“If you can find out what it is, my father will be grateful to you,” Barry assured him. “But I wouldn’t crash into the lodge, if I were in your place.”

“Don’t give me advice, Garrison! I don’t need any, and if I did, I wouldn’t come to you for it. You know that if I ever get a chance to square accounts with you, I’m going to!”

“You haven’t any account to square,” Barry returned levelly. “You just think you have. We’re not looking for any trouble with you, Wolf, and the farther you stay away from us, the better we’ll like it!”

“I think we ought to give you fellows a good beating,” cried Wolf, starting forward. But a companion named Carl Voss pulled him back quickly.

“Come on back to camp and leave these kids alone,” he advised, his eyes upon the weapons hanging across the boys’ arms. “They didn’t shoot at us.”

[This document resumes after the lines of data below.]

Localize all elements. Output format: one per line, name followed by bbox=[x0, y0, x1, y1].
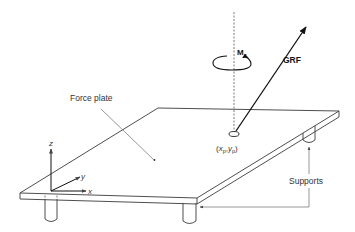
center-of-pressure-label: (xp,yp) bbox=[216, 144, 238, 154]
moment-label: Mz bbox=[237, 48, 247, 58]
force-plate bbox=[20, 108, 339, 204]
center-of-pressure-marker bbox=[229, 132, 239, 137]
supports-label: Supports bbox=[289, 176, 323, 186]
force-plate-diagram: Force plate GRF Mz (xp,yp) Supports z y … bbox=[0, 0, 355, 232]
axis-z-label: z bbox=[48, 139, 53, 148]
force-plate-label: Force plate bbox=[70, 93, 113, 103]
grf-label: GRF bbox=[283, 55, 301, 65]
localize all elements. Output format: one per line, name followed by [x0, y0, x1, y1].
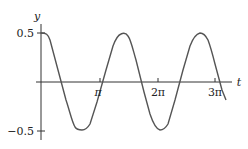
chart: y 0.5 −0.5 π 2π 3π t: [0, 0, 248, 149]
x-axis-label: t: [237, 76, 242, 89]
y-tick-label-bottom: −0.5: [7, 125, 34, 138]
x-tick-label-pi: π: [93, 86, 102, 99]
y-tick-label-top: 0.5: [17, 27, 35, 40]
x-tick-label-3pi: 3π: [208, 86, 222, 99]
x-tick-label-2pi: 2π: [151, 86, 165, 99]
y-axis-label: y: [33, 10, 41, 23]
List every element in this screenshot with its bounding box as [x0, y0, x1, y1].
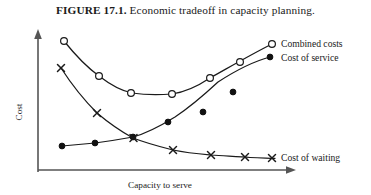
data-point: [267, 54, 273, 60]
data-point: [94, 110, 101, 117]
data-point: [58, 65, 65, 72]
chart-plot: Cost Capacity to serve: [0, 0, 371, 195]
data-point: [207, 75, 214, 82]
data-point: [230, 89, 236, 95]
data-point: [59, 143, 65, 149]
legend-label-combined-costs: Combined costs: [281, 38, 343, 49]
series-combined-costs-line: [64, 41, 272, 95]
legend-label-cost-of-waiting: Cost of waiting: [281, 152, 340, 163]
data-point: [200, 109, 206, 115]
data-point: [165, 119, 171, 125]
data-point: [237, 59, 244, 66]
figure-container: FIGURE 17.1. Economic tradeoff in capaci…: [0, 0, 371, 195]
x-axis: [38, 166, 296, 174]
legend-label-cost-of-service: Cost of service: [281, 52, 339, 63]
data-point: [96, 73, 103, 80]
data-point: [61, 38, 68, 45]
data-point: [169, 91, 176, 98]
series-cost-of-service: [59, 54, 273, 149]
y-axis-label: Cost: [14, 103, 24, 120]
data-point: [92, 140, 98, 146]
x-axis-label: Capacity to serve: [128, 180, 192, 190]
series-cost-of-service-line: [62, 57, 270, 146]
data-point: [128, 90, 135, 97]
data-point: [269, 41, 276, 48]
series-cost-of-waiting: [58, 65, 276, 162]
y-axis: [34, 29, 42, 172]
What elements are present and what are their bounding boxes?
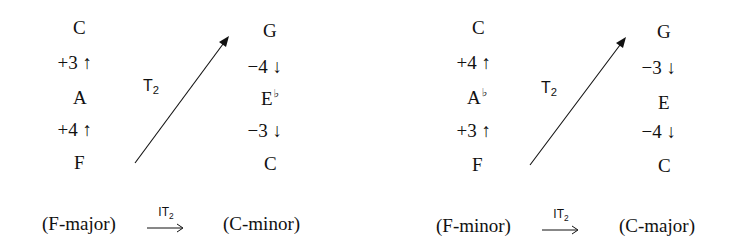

Wolf allowed himself to be dragged away, but his eyes were sullen and revengeful. “Some day it will be my turn to crow,” was his parting word.

“Looks like you’re doing all the crowing right now,” murmured Tim, as they watched the other party start back to the island.

CHAPTER XIII
In the Grip of the Storm

For a few moments the boys from the cabin camp watched the Rake Island boys walk across the ice, and then Barry turned away. “Come on,” he said. “We haven’t time to stand around idle. Remember that we want to move today, and already we have spent a good part of the morning.”

The other followed him, and they started back to the camp. “We’ve learned something, anyway,” Kent remarked.